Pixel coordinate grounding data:
------------

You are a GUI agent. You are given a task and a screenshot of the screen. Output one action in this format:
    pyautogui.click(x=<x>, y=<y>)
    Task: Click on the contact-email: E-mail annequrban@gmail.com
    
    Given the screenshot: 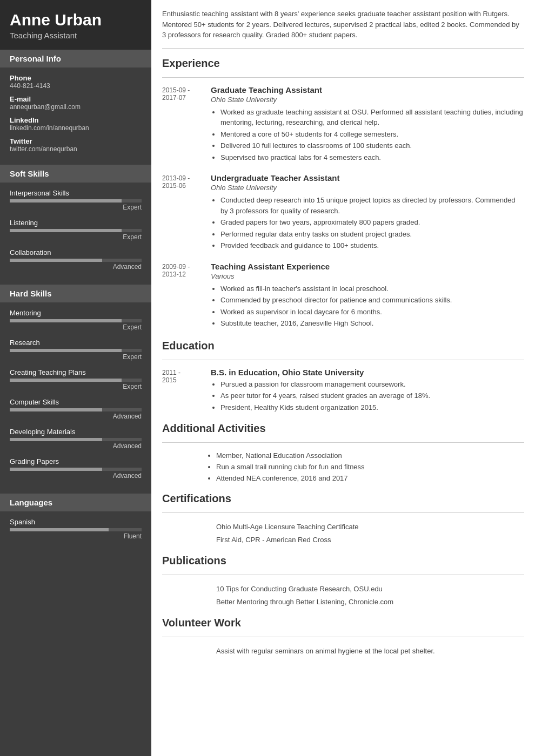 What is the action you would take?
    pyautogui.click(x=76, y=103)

------------

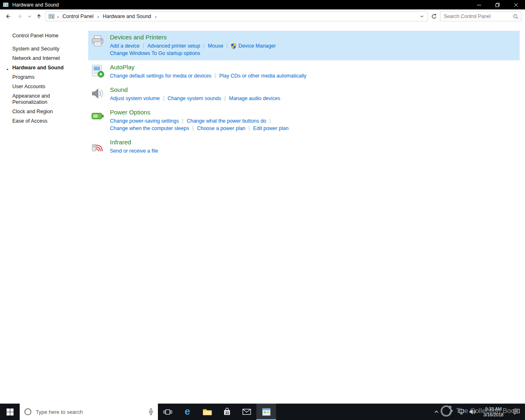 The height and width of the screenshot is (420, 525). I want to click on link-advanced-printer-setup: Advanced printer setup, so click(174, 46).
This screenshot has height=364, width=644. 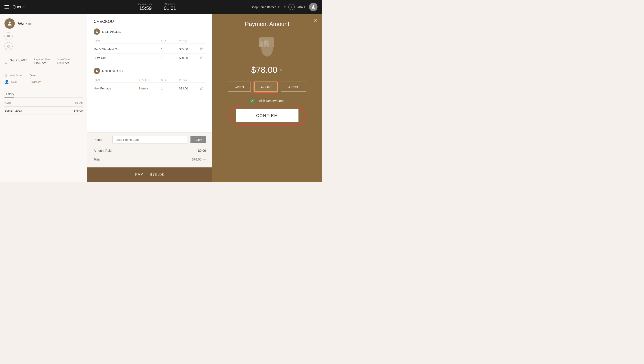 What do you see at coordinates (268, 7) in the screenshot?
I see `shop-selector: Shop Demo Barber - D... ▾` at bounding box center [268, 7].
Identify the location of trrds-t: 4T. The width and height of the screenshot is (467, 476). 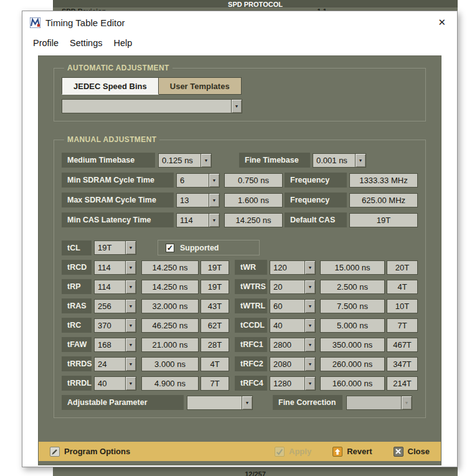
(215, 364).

------------

### [About this exercise]
From the records above, quote only the lines running from the line with "You are a GUI" to the line with "Task: Click on", both lines included.

### [Written answer]
You are a GUI agent. You are given a task and a screenshot of the screen. Output one action in this format:
    pyautogui.click(x=<x>, y=<y>)
    Task: Click on the contact-email: E-mail annequrban@gmail.com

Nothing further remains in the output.